ON: That was a development that surprised me as well. … In Chant d’Amour, I didn’t initially plan to do anything with voice, but directly next to the Volume! Foundation, who had invited me to make the work for their space in Rome, there is a prison called Regina Coeli (Queen of Heaven). It’s named after a monastery, which used to be in this location. The building is striking not only because it is immediately recognizable as a prison, but in particular because of its sight barriers. These are tilted barriers in front of the windows so the prisoners can’t look out, but light can still enter the cells from above. These barriers look somewhat like minimalist objects. They formed the basis of one of the works in the gallery where I reconstructed such a barrier and installed it on a wall inside the space. Anyway, the sight barriers have the effect that outside of visiting hours, the inmates communicate with their families through the windows by calling to one another, like in a call-and-response-style song. The crazy thing is that Regina Coeli is also the name of such an antiphon—it is one of the important Marian antiphons of the Christian Church. When I became aware of all this, I realized I wanted to do something that had to do with voice. I wanted to find a way in which I could connect the idea of the voice with the space, specifically this kind of cell space that doesn’t permit you to look beyond its walls. This is how the straw became a central focus point. In Genet’s film, a cigarette is shared through this straw, which is inserted into a hole in a wall that separates the cells of the film’s two protagonists—which is to say, breath is shared. I had begun to increasingly view singing as an alternate kind of breathing and this is how, thinking about the project in Rome, the space opened up for me. After all, the drinking straw indicates the absent body, because the straw needs a mouth, and the mouth somehow evokes a body.

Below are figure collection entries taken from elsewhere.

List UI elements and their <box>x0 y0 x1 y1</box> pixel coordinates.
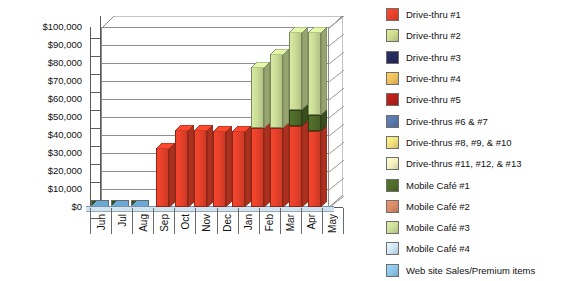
bar-column <box>270 54 283 207</box>
bar-top-face <box>289 27 308 33</box>
bar-segment <box>308 131 321 207</box>
bar-top-face <box>251 62 270 68</box>
legend-swatch-icon <box>386 93 399 106</box>
x-axis-tick-label: Jul <box>117 214 128 227</box>
legend-item-label: Mobile Café #1 <box>406 180 470 191</box>
legend-swatch-icon <box>386 8 399 21</box>
bar-segment <box>289 110 302 126</box>
bar-segment <box>270 54 283 128</box>
legend-item-label: Drive-thrus #6 & #7 <box>406 116 488 127</box>
legend-item[interactable]: Drive-thru #2 <box>386 25 564 46</box>
bar-segment <box>156 148 169 207</box>
x-axis-tick-label: Sep <box>159 214 170 232</box>
legend-item[interactable]: Web site Sales/Premium items <box>386 260 564 281</box>
bar-segment <box>289 126 302 207</box>
bar-top-face <box>308 27 327 33</box>
legend-swatch-icon <box>386 242 399 255</box>
legend-swatch-icon <box>386 264 399 277</box>
legend-item[interactable]: Drive-thrus #8, #9, & #10 <box>386 132 564 153</box>
legend-swatch-icon <box>386 136 399 149</box>
bar-segment <box>175 130 188 207</box>
x-axis-tick-label: Dec <box>222 214 233 232</box>
legend-item[interactable]: Drive-thru #5 <box>386 89 564 110</box>
bar-segment <box>308 115 321 131</box>
x-axis-divider <box>259 208 260 234</box>
x-axis-tick-label: Jan <box>243 214 254 230</box>
legend-item-label: Drive-thrus #11, #12, & #13 <box>406 158 521 169</box>
bar-segment-side-face <box>321 126 327 207</box>
bar-column <box>213 131 226 207</box>
legend-item[interactable]: Drive-thru #3 <box>386 47 564 68</box>
x-axis-tick-label: Nov <box>201 214 212 232</box>
x-axis-divider <box>343 208 344 234</box>
x-axis-tick-label: Aug <box>138 214 149 232</box>
x-axis-divider <box>195 208 196 234</box>
chart-legend: Drive-thru #1Drive-thru #2Drive-thru #3D… <box>386 4 564 281</box>
x-axis-divider <box>322 208 323 234</box>
bar-column <box>194 130 207 207</box>
bar-segment <box>289 32 302 109</box>
x-axis-tick-label: Feb <box>264 214 275 231</box>
bar-column <box>289 32 302 207</box>
legend-swatch-icon <box>386 179 399 192</box>
x-axis-tick-label: Mar <box>285 214 296 231</box>
x-axis-divider <box>301 208 302 234</box>
bar-segment <box>308 32 321 115</box>
legend-item[interactable]: Drive-thru #4 <box>386 68 564 89</box>
legend-item[interactable]: Drive-thrus #6 & #7 <box>386 110 564 131</box>
x-axis-divider <box>174 208 175 234</box>
bar-column <box>308 32 321 207</box>
bar-segment <box>251 67 264 128</box>
legend-swatch-icon <box>386 157 399 170</box>
bar-top-face <box>213 126 232 132</box>
bar-segment-side-face <box>321 27 327 115</box>
bar-top-face <box>194 125 213 131</box>
bar-segment <box>213 131 226 207</box>
bar-segment <box>232 131 245 207</box>
bar-segment <box>270 128 283 207</box>
legend-item-label: Web site Sales/Premium items <box>406 265 535 276</box>
legend-item[interactable]: Mobile Café #3 <box>386 217 564 238</box>
legend-swatch-icon <box>386 29 399 42</box>
legend-swatch-icon <box>386 115 399 128</box>
x-axis-tick-label: Oct <box>180 214 191 230</box>
x-axis-divider <box>238 208 239 234</box>
x-axis-divider <box>153 208 154 234</box>
legend-swatch-icon <box>386 221 399 234</box>
bar-column <box>156 148 169 207</box>
bar-column <box>175 130 188 207</box>
legend-swatch-icon <box>386 51 399 64</box>
bar-top-face <box>156 143 175 149</box>
legend-item[interactable]: Drive-thru #1 <box>386 4 564 25</box>
legend-item-label: Mobile Café #2 <box>406 201 470 212</box>
x-axis-tick-label: Apr <box>306 214 317 230</box>
bar-column <box>251 67 264 207</box>
x-axis-divider <box>132 208 133 234</box>
bar-top-face <box>175 125 194 131</box>
x-axis-tick-label: May <box>327 214 338 233</box>
x-axis-divider <box>111 208 112 234</box>
legend-item-label: Drive-thru #1 <box>406 9 461 20</box>
legend-item-label: Drive-thru #2 <box>406 30 461 41</box>
bar-segment <box>251 128 264 207</box>
x-axis-divider <box>217 208 218 234</box>
bar-top-face <box>232 126 251 132</box>
legend-item[interactable]: Mobile Café #2 <box>386 196 564 217</box>
bar-top-face <box>270 49 289 55</box>
x-axis-divider <box>90 208 91 234</box>
legend-item-label: Mobile Café #4 <box>406 243 470 254</box>
legend-swatch-icon <box>386 72 399 85</box>
bar-series-layer <box>0 0 380 230</box>
bar-column <box>232 131 245 207</box>
legend-item[interactable]: Drive-thrus #11, #12, & #13 <box>386 153 564 174</box>
legend-item[interactable]: Mobile Café #4 <box>386 238 564 259</box>
legend-item-label: Drive-thru #5 <box>406 94 461 105</box>
x-axis-labels: JunJulAugSepOctNovDecJanFebMarAprMay <box>0 208 380 270</box>
x-axis-divider <box>280 208 281 234</box>
legend-item-label: Drive-thrus #8, #9, & #10 <box>406 137 512 148</box>
legend-item-label: Drive-thru #3 <box>406 52 461 63</box>
bar-segment <box>194 130 207 207</box>
legend-item[interactable]: Mobile Café #1 <box>386 174 564 195</box>
x-axis-tick-label: Jun <box>96 214 107 230</box>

AH: Or rather, now that we are talking about this, it occurs to me—though perhaps this is a little too literal—that the walls of the cell could also be read as the boundaries of subjectivity, where the straw becomes the only opening. …
ON: That was also the reason why I decided to use a McDonald’s drinking straw. The drinking straw has, of course, an etymological and historical link to agricultural straw—a material that has many metaphorical connotations, as in “to clutch at straws.” In a strange way, the drinking straw can come to also represent nature. ... So to counter this, I wanted to introduce an object that refuses this superficial naturalization, and the McDonald’s straw fulfilled that criteria. Plus, there are a large number of McDonald’s franchises in the city centre of Rome (and in close proximity to the gallery), which, for Italy, is a big deaI. I became interested in articulating a paradox, namely between, on the one hand, the straw at which you might be clutching—or in this case, with reference to Genet’s film, the straw that pretends to facilitate exchange—and, on the other hand, the straw that is connected to an economy that is incapable of reasonably satisfying needs and desires. This is the crux of the matter for me, the paradox that arises from the connection between the needs and desires that articulate themselves through an economic structure and the needs and desires that are ostensibly satisfied by that economic structure—I think it would be reductive to describe this constellation simply as alienation.
The artwork produced by Olaf Nicolai for the Goethe Satellite @ Fillip will be circulated in Fillip 16 in March, 2012.